Ken Stringfellow, Soft Commands (Yep Roc): Informed by classic pop arrangements, Ken Stringfellow's Soft Commands is a burnished, mature collection. The diversity of song styles represented here appears to number the postcard locales in which they were written: Paris, Los Angeles and Senegal among them. Golden piano ballads ("You Drew") alongside Spector-like comets ("When U Find Someone") and dub forays ("You Became the Dawn"): it's easy to see how such range may read as pretense elsewhere. But Stringfellow is so good at what he does, and with such an unerring reach. Soft Commands is a gorgeous example of intricacies and awareness.
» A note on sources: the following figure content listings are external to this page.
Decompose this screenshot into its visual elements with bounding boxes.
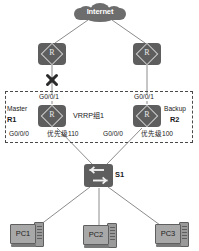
router-r1-icon[interactable]: R xyxy=(38,105,66,127)
router-glyph-r: R xyxy=(133,48,161,57)
network-topology-diagram: Internet R R G0/0/1 G0/0/1 R Master R1 G… xyxy=(0,0,199,251)
host-pc2-icon[interactable]: PC2 xyxy=(83,223,119,250)
r1-priority-label: 优先级110 xyxy=(47,131,79,138)
switch-s1-label: S1 xyxy=(115,170,124,179)
r2-priority-label: 优先级100 xyxy=(141,131,173,138)
host-pc1-label: PC1 xyxy=(10,229,36,238)
switch-arrows-icon xyxy=(84,164,113,187)
link-cloud-to-core-left xyxy=(55,20,88,43)
r2-name-label: R2 xyxy=(170,116,179,123)
host-pc3-label: PC3 xyxy=(155,229,181,238)
vrrp-group-label: VRRP组1 xyxy=(73,112,104,119)
switch-s1-icon[interactable] xyxy=(84,164,113,187)
host-pc1-icon[interactable]: PC1 xyxy=(10,222,46,249)
core-router-right-icon[interactable]: R xyxy=(133,43,161,65)
pc-base xyxy=(156,244,181,247)
host-pc3-icon[interactable]: PC3 xyxy=(155,222,191,249)
core-router-left-icon[interactable]: R xyxy=(38,43,66,65)
r1-downlink-interface-label: G0/0/0 xyxy=(9,131,29,138)
r2-role-label: Backup xyxy=(164,106,186,113)
pc-base xyxy=(11,244,36,247)
router-r2-icon[interactable]: R xyxy=(133,105,161,127)
r1-uplink-interface-label: G0/0/1 xyxy=(38,94,60,101)
link-s1-to-pc3 xyxy=(108,187,160,225)
internet-label: Internet xyxy=(74,7,126,16)
r2-uplink-interface-label: G0/0/1 xyxy=(133,94,155,101)
pc-base xyxy=(84,245,109,248)
link-failure-x-icon xyxy=(45,73,59,87)
r1-role-label: Master xyxy=(7,106,27,113)
host-pc2-label: PC2 xyxy=(83,230,109,239)
router-glyph-r: R xyxy=(133,110,161,119)
link-cloud-to-core-right xyxy=(112,20,145,43)
r1-name-label: R1 xyxy=(7,116,16,123)
router-glyph-r: R xyxy=(38,110,66,119)
router-glyph-r: R xyxy=(38,48,66,57)
link-s1-to-pc1 xyxy=(40,187,90,225)
r2-downlink-interface-label: G0/0/0 xyxy=(103,131,123,138)
internet-cloud: Internet xyxy=(74,3,126,22)
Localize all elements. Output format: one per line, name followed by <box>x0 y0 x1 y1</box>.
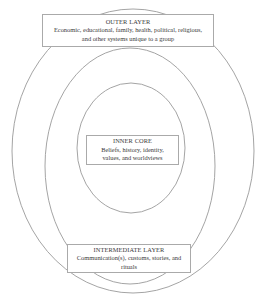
intermediate-layer-title: INTERMEDIATE LAYER <box>68 246 190 254</box>
inner-core-desc-line2: values, and worldviews <box>87 154 178 162</box>
intermediate-layer-desc-line1: Communication(s), customs, stories, and <box>68 254 190 262</box>
outer-layer-desc-line1: Economic, educational, family, health, p… <box>43 26 213 34</box>
outer-layer-title: OUTER LAYER <box>43 18 213 26</box>
intermediate-layer-label-box: INTERMEDIATE LAYER Communication(s), cus… <box>67 244 191 273</box>
outer-layer-label-box: OUTER LAYER Economic, educational, famil… <box>42 14 214 47</box>
outer-layer-desc-line2: and other systems unique to a group <box>43 35 213 43</box>
intermediate-layer-desc-line2: rituals <box>68 263 190 271</box>
inner-core-title: INNER CORE <box>87 137 178 145</box>
inner-core-desc-line1: Beliefs, history, identity, <box>87 146 178 154</box>
inner-core-label-box: INNER CORE Beliefs, history, identity, v… <box>86 135 179 165</box>
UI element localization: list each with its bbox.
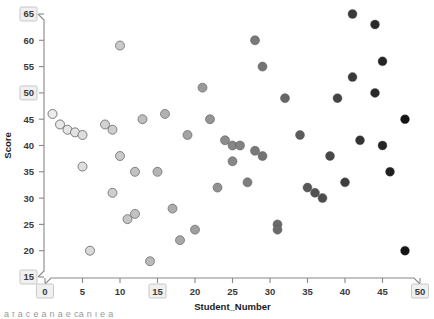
y-axis-title: Score bbox=[2, 132, 13, 158]
y-tick-label-50: 50 bbox=[23, 87, 34, 98]
scatter-point bbox=[348, 73, 357, 82]
scatter-point bbox=[326, 152, 335, 161]
scatter-point bbox=[281, 94, 290, 103]
x-axis-ticks bbox=[45, 278, 420, 283]
scatter-point bbox=[198, 83, 207, 92]
scatter-point bbox=[206, 115, 215, 124]
scatter-point bbox=[258, 152, 267, 161]
clipped-footer-text: a f a c e a n a e ca n l e a bbox=[4, 312, 113, 319]
scatter-point bbox=[138, 115, 147, 124]
scatter-point bbox=[341, 178, 350, 187]
scatter-point bbox=[236, 141, 245, 150]
scatter-point bbox=[183, 130, 192, 139]
y-tick-label-60: 60 bbox=[23, 35, 34, 46]
scatter-point bbox=[48, 109, 57, 118]
scatter-point bbox=[401, 115, 410, 124]
scatter-point bbox=[176, 236, 185, 245]
scatter-point bbox=[108, 125, 117, 134]
scatter-point bbox=[378, 57, 387, 66]
y-tick-label-45: 45 bbox=[23, 114, 34, 125]
scatter-point bbox=[386, 167, 395, 176]
y-tick-label-20: 20 bbox=[23, 245, 34, 256]
scatter-point bbox=[401, 246, 410, 255]
y-tick-label-35: 35 bbox=[23, 166, 34, 177]
scatter-point bbox=[273, 225, 282, 234]
scatter-point bbox=[296, 130, 305, 139]
scatter-point bbox=[251, 36, 260, 45]
y-tick-label-40: 40 bbox=[23, 140, 34, 151]
scatter-point bbox=[131, 209, 140, 218]
scatter-point bbox=[131, 167, 140, 176]
scatter-plot-figure: 1520253035404550556065 05101520253035404… bbox=[0, 0, 434, 319]
scatter-point bbox=[161, 109, 170, 118]
y-tick-label-25: 25 bbox=[23, 219, 34, 230]
scatter-point bbox=[108, 188, 117, 197]
scatter-point bbox=[116, 152, 125, 161]
y-tick-label-55: 55 bbox=[23, 61, 34, 72]
scatter-point bbox=[168, 204, 177, 213]
x-tick-label-20: 20 bbox=[190, 286, 201, 297]
scatter-point bbox=[243, 178, 252, 187]
y-tick-label-30: 30 bbox=[23, 193, 34, 204]
x-tick-label-35: 35 bbox=[302, 286, 313, 297]
scatter-point bbox=[213, 183, 222, 192]
scatter-point bbox=[348, 10, 357, 19]
scatter-point bbox=[371, 88, 380, 97]
scatter-point bbox=[153, 167, 162, 176]
x-tick-label-50: 50 bbox=[415, 286, 426, 297]
x-tick-label-30: 30 bbox=[265, 286, 276, 297]
x-tick-label-45: 45 bbox=[377, 286, 388, 297]
scatter-point bbox=[191, 225, 200, 234]
plot-axes: 1520253035404550556065 05101520253035404… bbox=[20, 7, 429, 298]
x-tick-label-10: 10 bbox=[115, 286, 126, 297]
clipped-footer-row: a f a c e a n a e ca n l e a bbox=[0, 312, 434, 319]
scatter-point bbox=[356, 136, 365, 145]
x-tick-label-5: 5 bbox=[80, 286, 86, 297]
y-tick-label-65: 65 bbox=[23, 8, 34, 19]
scatter-point bbox=[258, 62, 267, 71]
scatter-point bbox=[146, 257, 155, 266]
scatter-point bbox=[78, 130, 87, 139]
scatter-plot-canvas: 1520253035404550556065 05101520253035404… bbox=[0, 0, 434, 319]
scatter-point bbox=[333, 94, 342, 103]
scatter-point bbox=[371, 20, 380, 29]
scatter-point bbox=[86, 246, 95, 255]
scatter-point bbox=[228, 157, 237, 166]
scatter-point bbox=[378, 141, 387, 150]
y-tick-label-15: 15 bbox=[23, 271, 34, 282]
x-tick-label-15: 15 bbox=[152, 286, 163, 297]
x-tick-label-25: 25 bbox=[227, 286, 238, 297]
x-tick-label-40: 40 bbox=[340, 286, 351, 297]
y-axis-tick-labels: 1520253035404550556065 bbox=[20, 7, 37, 284]
x-axis-tick-labels: 05101520253035404550 bbox=[37, 284, 429, 298]
scatter-point bbox=[116, 41, 125, 50]
y-axis-ticks bbox=[39, 14, 44, 277]
x-axis-title: Student_Number bbox=[194, 301, 271, 312]
scatter-point bbox=[318, 194, 327, 203]
x-tick-label-0: 0 bbox=[42, 286, 47, 297]
scatter-point-group bbox=[48, 10, 410, 266]
scatter-point bbox=[78, 162, 87, 171]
The Go-Betweens, Liberty Belle and the Black Diamond Express, Tallulah and 16
Lovers Lane (Jetset): A cheat, with three titles, but these are the Go-Betweens,
after all. Literate pop broaching thoroughly adult conversations, articulate
and full of longing. Songwriters Robert Forster and Grant McLennan wrote of love
and apartments and coy remainders. It was the other '80s. To that end, the Jetset
label added the band's biggest selling and out of print titles
to their list of Go-Betweens reissues (with extras). The music sounds just as
good as it did when you first heard it, maybe even more rarified. There really
aren't bands like this anymore, and if you didn't already know that, these titles
are a great place to start.
Courtney Eldridge, Unkempt (Harcourt Press): These stories connect
with such a charged rapport, I had to include them in this list. Unkempt is
a rather startling, baring even, debut. Rarely do you see what you think is inside
someone else's head the watery dissolve of daily lists and friends with
irrational, yet riotous, but also obstructive fears (like sharks in public swimming
pools). Most appealing is the ease in which it's delivered. The whole is so conversational this
happened and then this happened but told exceptionally well. That ease
belies a hold much like Carver, who took even measure of frailty, reconnection
and choice. And again, it follows. If it suddenly turned out OK, you wouldn't
trust it. Same goes for the ignobleness of retail. Unkempt splits it all
so honestly, you never doubt the life inside.
The InsiderOne Daily Report appears on occasion.